You have to be very careful with your definitions here. Following the basic definitions (e.g. see use of terms in Mankiw Principles of Economics):
Value: Value depends on your marginal utility and typically it is the amount of money you are willing to give up for something.
Wealth: Is by the value of net assets.
Income: Is the net return to some activity.
You are right that economy is not necessary zero-sum game (although there are economic interactions which can be zero-sum), but your use of the term wealth is improper.
If someone pays you to fill the soda machine, you have costs \$0.5 but get paid \$1 your income will be \$0.5, you created at least \$0.5 of value because the person who paid you clearly valued the filled vending machine for at least \$1 otherwise they would not exchange that 1 dollar for your work, but at the same time you had 0.5 costs, so you are creating at least \$0.5 extra value.
The wealth is accumulated by saving (whether you save by buying house or putting money on your account value of your net assets increases). Hence if you have \$0.5 income and you save it all you also create \$0.5 wealth. If you consume half you only create \$0.25 wealth and so on.
So in the above example with the vending machine, does the federal reserve have to create an extra 50 cents of the currency in order to avoid deflation?
Here the answer is maybe. Inflation/deflation does not depend just on the value of output that you create.
Inflation/deflation is just positive/negative change in the price level which is in turn determined by the money market equilibrium. The money market equilibrium, in its simplest form is given by equation of exchange (See Mankiw Macroeconomics pp 87) as:
$$MV=PY$$
Where $M$ is the money supply, $V$ velocity of money, $P$ price level and $Y$ output.
Solving for price level and log-linearizing (so % changes in right hand side variables give us the % change in $P$) we get:
$$\ln P=\ln M + \ln V − \ln Y$$.
If you perform those extra services you increase real output by \$0.5, ceteris paribus, you are correct that Fed would have to create additional \$0.5 dollars to prevent inflation. But the, ceteris paribus, assumption might not hold in real life because velocity of money can change as well (plus in more complex models of money market equilibrium expectations play role and so on). Consequently, the correct answer here would be maybe. Under ceteris paribus assumption yes, but it is not guaranteed.
PS: Note sometimes even economists in casual speech equate wealth creation with value creation, so you might have heard some pundit or economists use similar example to argue wealth was created, but that is not how the two terms are rigorously defined in the literature.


### What to work on
I need the number of lines in the listing below that contain "button", and only that number.

### Records for the task
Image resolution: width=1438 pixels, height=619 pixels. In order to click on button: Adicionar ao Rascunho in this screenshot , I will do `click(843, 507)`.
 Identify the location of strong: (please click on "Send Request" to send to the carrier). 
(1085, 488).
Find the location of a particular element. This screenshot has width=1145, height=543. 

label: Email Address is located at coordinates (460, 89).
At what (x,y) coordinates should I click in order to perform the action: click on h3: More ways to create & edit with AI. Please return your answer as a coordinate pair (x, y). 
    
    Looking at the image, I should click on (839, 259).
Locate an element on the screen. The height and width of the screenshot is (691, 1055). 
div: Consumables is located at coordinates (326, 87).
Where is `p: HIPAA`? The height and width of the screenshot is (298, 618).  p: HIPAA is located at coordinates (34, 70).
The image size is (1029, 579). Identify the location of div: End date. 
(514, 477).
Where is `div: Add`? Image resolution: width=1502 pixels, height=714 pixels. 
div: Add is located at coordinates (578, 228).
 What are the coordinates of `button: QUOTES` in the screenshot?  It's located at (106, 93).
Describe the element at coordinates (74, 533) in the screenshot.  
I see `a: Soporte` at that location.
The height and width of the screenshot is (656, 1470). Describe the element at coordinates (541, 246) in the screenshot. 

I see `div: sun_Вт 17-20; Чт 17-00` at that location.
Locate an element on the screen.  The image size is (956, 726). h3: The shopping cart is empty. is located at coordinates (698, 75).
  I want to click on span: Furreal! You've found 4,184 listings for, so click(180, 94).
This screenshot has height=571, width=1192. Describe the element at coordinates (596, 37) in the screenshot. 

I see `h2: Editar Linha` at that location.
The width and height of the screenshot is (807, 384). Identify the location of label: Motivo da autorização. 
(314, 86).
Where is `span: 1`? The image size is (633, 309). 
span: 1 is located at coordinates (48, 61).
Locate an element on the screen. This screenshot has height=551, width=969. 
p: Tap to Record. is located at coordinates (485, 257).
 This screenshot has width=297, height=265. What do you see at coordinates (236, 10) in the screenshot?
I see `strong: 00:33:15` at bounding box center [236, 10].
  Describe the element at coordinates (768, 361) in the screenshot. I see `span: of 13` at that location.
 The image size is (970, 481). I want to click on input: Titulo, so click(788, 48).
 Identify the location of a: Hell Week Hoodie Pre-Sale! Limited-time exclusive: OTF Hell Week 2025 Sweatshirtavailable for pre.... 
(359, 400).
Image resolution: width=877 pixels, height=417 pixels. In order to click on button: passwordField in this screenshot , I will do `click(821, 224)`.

### Solution to this problem
3